Food Lifestyle Sustainability

Local Farms Welcome Guests During ASAP’s Farm Tour

Wild East Farm from the east side

By Amie Cooke

Appalachian Sustainable Agriculture Project (ASAP) will hold its annual Farm Tour this year on Saturday and Sunday, September 23 and 24, from 12–5 p.m, allowing visitors the unique opportunity to see behind the scenes of more than 20 local farms.

Crow Fly Farms. Photo courtesy of ASAP

Farms on this year’s tour will provide a variety of experiences throughout the weekend. Madeleine O’Toole, ASAP’s market and events coordinator, runs the Asheville City Market and all of the nonprofit’s large events like the Farm Tour. She says that this year’s farms will offer opportunities such as tours, the chance to pick pears, apples and flowers, see honey and wool spinning demonstrations, see baby animals and sample food “made fresh from the farm.” There will also be a few farms offering tours in Spanish this year. “We have such a great group of farms this year with a lot of varying types of farm practices and demonstrations,” she says. “We also have a slightly bigger tour this year than we have had in previous years, which will give folks lots of options to see farms that they’re excited about.”

The Farm Tour typically includes about half new farms and half returning farms, with around ten new farms participating in the 2023 tour. Wild East Farm, owned and operated by Lyric Antio and her husband Noah Poulos, will be one new farm on the tour this year. The farm currently raises organic-fed chickens, turkeys and pigs, grows a no-till vegetable garden and has plans to open U-pick operations when its more than 1,000 planted fruit and nut trees and shrubs begin producing. During the Farm Tour, guided tours of Wild East Farm will run every hour on the hour, there will be shady spots where guests can bring their own picnic, and farm-raised meats and vegetables will be for sale. “Bringing the community onto working farms is essential in strengthening relationships within our local food system, and ASAP does an excellent job making this accessible to the farmer through the Farm Tour,” says Antio. “The Farm Tour is completely aligned with our values as a community-centered farm and we are so looking forward to hosting folks.”

Utopian Seed Project with Chris Smith. Photo courtesy of ASAP

Burley Stick Farm, a family beef cattle farm in Barnardsville, will be returning this year after participating in the 2021 Farm Tour. Morgan Metcalf, who owns and operates the farm with her husband Darrell, also says she enjoys the opportunity to share their farm with the community during the tour. “Not everyone who eats beef understands the importance of rotational grazing,” she says. “Not everyone who enjoys ice cream understands why my Jersey cow gets sprayed with vinegar sometimes in the summer. I like talking about farming and education is very important to me.” Darrell Metcalf says that their traditional Appalachian farming roots are an important part of what they do. His great-grandfather brought his family to the farm in 1918, and Darrell and Morgan are raising their children as the fifth generation of Metcalfs to work on the farm. Today the Metcalfs work primarily with beef cattle, raising and selling pastured beef quarters. On the Farm Tour, guests can visit their old tobacco barns, casing house and springhouse. Burgers will be served, beef will be available for purchase and, depending on weather, guests might even be able to take a hay ride through the farm.

O’Toole says that direct, meaningful experiences like these are priceless. “It takes a lot of time for farmers to get prepared to open their farms to the public,” she says, “but each year both the farms and the visitors are able to gain so much from that experience. Farms get to experience agritourism for a weekend, and visitors get a chance of seeing what goes on behind their meat, fruits and vegetables.”

The 2023 Farm Tour is organized into five clusters, Henderson, McDowell, Fairview, Leicester and Barnardsville, and all farms are within an hour’s drive of Asheville. “Our goal is for visitors to see the value in supporting locally grown food,” O’Toole says. “This behind-the-scenes experience is one that most of the farms on the tour only offer during Farm Tour weekend.”

Farm Tour passes are $35 in advance and are good for all passengers in a single vehicle for both days. To purchase your pass or find more information, visit ASAPConnections.org. Amie Cooke, a summer intern with The Laurel, is a student at UNC-Chapel Hill.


> **How to complete this task**
The full listing should be written out verbatim, and its images should be dropped.

-*-*-

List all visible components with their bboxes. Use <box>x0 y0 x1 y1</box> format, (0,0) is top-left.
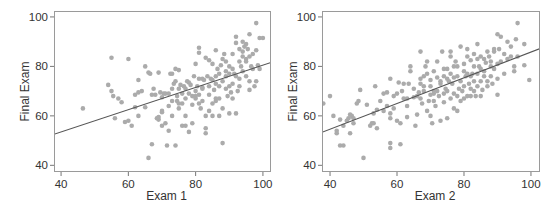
data-point <box>490 81 495 86</box>
data-point <box>495 77 500 82</box>
data-point <box>482 74 487 79</box>
data-point <box>472 64 477 69</box>
data-point <box>509 54 514 59</box>
data-point <box>438 119 443 124</box>
data-point <box>170 72 175 77</box>
data-point <box>230 96 235 101</box>
data-point <box>197 93 202 98</box>
data-point <box>207 109 212 114</box>
data-point <box>203 131 208 136</box>
data-point <box>420 101 425 106</box>
x-tick-label: 80 <box>189 178 202 190</box>
regression-line <box>54 62 271 134</box>
data-point <box>499 34 504 39</box>
data-point <box>485 49 490 54</box>
y-axis-label: Final Exam <box>18 61 32 121</box>
data-point <box>371 121 376 126</box>
data-point <box>203 114 208 119</box>
data-point <box>388 77 393 82</box>
data-point <box>165 143 170 148</box>
data-point <box>455 109 460 114</box>
data-point <box>150 142 155 147</box>
data-point <box>220 106 225 111</box>
y-tick-label: 100 <box>29 11 48 23</box>
data-point <box>396 80 401 85</box>
data-point <box>430 121 435 126</box>
data-point <box>192 74 197 79</box>
data-point <box>207 93 212 98</box>
data-points <box>321 21 532 160</box>
data-point <box>460 89 465 94</box>
data-point <box>351 121 356 126</box>
x-tick-label: 60 <box>122 178 135 190</box>
data-point <box>484 60 489 65</box>
data-point <box>435 59 440 64</box>
data-point <box>468 58 473 63</box>
data-point <box>180 101 185 106</box>
data-point <box>425 109 430 114</box>
data-point <box>187 130 192 135</box>
x-tick-label: 100 <box>253 178 272 190</box>
data-point <box>237 84 242 89</box>
data-point <box>148 72 153 77</box>
data-point <box>140 89 145 94</box>
data-point <box>177 68 182 73</box>
data-point <box>373 84 378 89</box>
data-point <box>210 114 215 119</box>
data-point <box>388 116 393 121</box>
data-point <box>173 143 178 148</box>
data-point <box>448 72 453 77</box>
data-point <box>225 94 230 99</box>
data-point <box>480 88 485 93</box>
data-point <box>193 62 198 67</box>
data-point <box>334 128 339 133</box>
data-point <box>435 75 440 80</box>
data-point <box>418 49 423 54</box>
data-point <box>203 126 208 131</box>
data-point <box>445 116 450 121</box>
x-tick-label: 60 <box>391 178 404 190</box>
data-point <box>193 89 198 94</box>
data-point <box>234 34 239 39</box>
data-point <box>514 37 519 42</box>
data-point <box>361 156 366 161</box>
data-point <box>413 124 418 129</box>
data-point <box>455 64 460 69</box>
data-point <box>425 59 430 64</box>
data-point <box>109 89 114 94</box>
data-point <box>230 81 235 86</box>
data-point <box>485 84 490 89</box>
data-point <box>246 47 251 52</box>
data-point <box>190 121 195 126</box>
x-tick-label: 40 <box>324 178 337 190</box>
y-axis-label: Final Exam <box>286 61 300 121</box>
x-axis-label: Exam 2 <box>415 189 456 203</box>
data-point <box>391 106 396 111</box>
data-point <box>251 52 256 57</box>
data-point <box>129 124 134 129</box>
y-tick-label: 100 <box>297 11 316 23</box>
data-point <box>401 81 406 86</box>
plot-2: 406080100406080100Exam 2Final Exam <box>286 11 541 203</box>
data-point <box>230 67 235 72</box>
data-point <box>321 101 326 106</box>
data-point <box>254 48 259 53</box>
data-point <box>227 111 232 116</box>
data-point <box>210 62 215 67</box>
data-point <box>261 36 266 41</box>
data-point <box>229 90 234 95</box>
data-point <box>328 94 333 99</box>
data-point <box>412 86 417 91</box>
data-point <box>170 99 175 104</box>
data-point <box>467 81 472 86</box>
data-point <box>445 67 450 72</box>
data-point <box>522 42 527 47</box>
data-point <box>202 78 207 83</box>
data-point <box>163 121 168 126</box>
data-point <box>435 89 440 94</box>
data-point <box>472 52 477 57</box>
data-point <box>395 91 400 96</box>
data-point <box>437 94 442 99</box>
data-point <box>388 141 393 146</box>
data-point <box>458 44 463 49</box>
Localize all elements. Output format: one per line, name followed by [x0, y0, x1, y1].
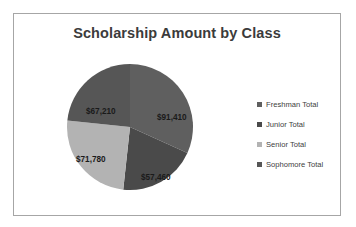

-*-*-

> **Written answer**
List all visible components with their bboxes. Use <box>x0 y0 x1 y1</box> format, (0,0) is top-left.
data-point <box>490 81 495 86</box>
data-point <box>495 77 500 82</box>
data-point <box>482 74 487 79</box>
data-point <box>472 64 477 69</box>
data-point <box>509 54 514 59</box>
data-point <box>438 119 443 124</box>
data-point <box>170 72 175 77</box>
data-point <box>230 96 235 101</box>
data-point <box>197 93 202 98</box>
data-point <box>207 109 212 114</box>
data-point <box>203 131 208 136</box>
data-point <box>420 101 425 106</box>
x-tick-label: 80 <box>189 178 202 190</box>
regression-line <box>54 62 271 134</box>
data-point <box>499 34 504 39</box>
data-point <box>485 49 490 54</box>
y-axis-label: Final Exam <box>18 61 32 121</box>
data-point <box>371 121 376 126</box>
data-point <box>203 114 208 119</box>
data-point <box>388 77 393 82</box>
data-point <box>165 143 170 148</box>
data-point <box>455 109 460 114</box>
data-point <box>150 142 155 147</box>
data-point <box>220 106 225 111</box>
y-tick-label: 100 <box>29 11 48 23</box>
data-point <box>396 80 401 85</box>
data-point <box>430 121 435 126</box>
data-point <box>192 74 197 79</box>
data-point <box>207 93 212 98</box>
data-points <box>321 21 532 160</box>
data-point <box>460 89 465 94</box>
data-point <box>351 121 356 126</box>
x-tick-label: 60 <box>122 178 135 190</box>
data-point <box>484 60 489 65</box>
data-point <box>435 59 440 64</box>
data-point <box>468 58 473 63</box>
data-point <box>180 101 185 106</box>
data-point <box>425 109 430 114</box>
data-point <box>187 130 192 135</box>
x-tick-label: 100 <box>253 178 272 190</box>
data-point <box>237 84 242 89</box>
data-point <box>148 72 153 77</box>
data-point <box>140 89 145 94</box>
data-point <box>177 68 182 73</box>
data-point <box>373 84 378 89</box>
data-point <box>210 114 215 119</box>
data-point <box>388 116 393 121</box>
data-point <box>173 143 178 148</box>
data-point <box>448 72 453 77</box>
data-point <box>225 94 230 99</box>
data-point <box>480 88 485 93</box>
data-point <box>193 62 198 67</box>
data-point <box>334 128 339 133</box>
data-point <box>435 75 440 80</box>
data-point <box>418 49 423 54</box>
data-point <box>203 126 208 131</box>
data-point <box>445 116 450 121</box>
x-tick-label: 60 <box>391 178 404 190</box>
data-point <box>193 89 198 94</box>
data-point <box>234 34 239 39</box>
data-point <box>514 37 519 42</box>
data-point <box>361 156 366 161</box>
data-point <box>413 124 418 129</box>
data-point <box>455 64 460 69</box>
data-point <box>425 59 430 64</box>
data-point <box>109 89 114 94</box>
data-point <box>230 81 235 86</box>
data-point <box>485 84 490 89</box>
data-point <box>246 47 251 52</box>
data-point <box>190 121 195 126</box>
x-tick-label: 40 <box>324 178 337 190</box>
y-axis-label: Final Exam <box>286 61 300 121</box>
x-axis-label: Exam 2 <box>415 189 456 203</box>
data-point <box>391 106 396 111</box>
data-point <box>251 52 256 57</box>
data-point <box>129 124 134 129</box>
y-tick-label: 100 <box>297 11 316 23</box>
data-point <box>401 81 406 86</box>
plot-2: 406080100406080100Exam 2Final Exam <box>286 11 541 203</box>
data-point <box>230 67 235 72</box>
data-point <box>321 101 326 106</box>
data-point <box>254 48 259 53</box>
data-point <box>227 111 232 116</box>
data-point <box>210 62 215 67</box>
data-point <box>261 36 266 41</box>
data-point <box>229 90 234 95</box>
data-point <box>328 94 333 99</box>
data-point <box>412 86 417 91</box>
data-point <box>170 99 175 104</box>
data-point <box>467 81 472 86</box>
data-point <box>445 67 450 72</box>
data-point <box>522 42 527 47</box>
data-point <box>202 78 207 83</box>
data-point <box>163 121 168 126</box>
data-point <box>435 89 440 94</box>
data-point <box>472 52 477 57</box>
data-point <box>395 91 400 96</box>
data-point <box>437 94 442 99</box>
data-point <box>388 141 393 146</box>
data-point <box>458 44 463 49</box>
Localize all elements. Output format: one per line, name followed by [x0, y0, x1, y1].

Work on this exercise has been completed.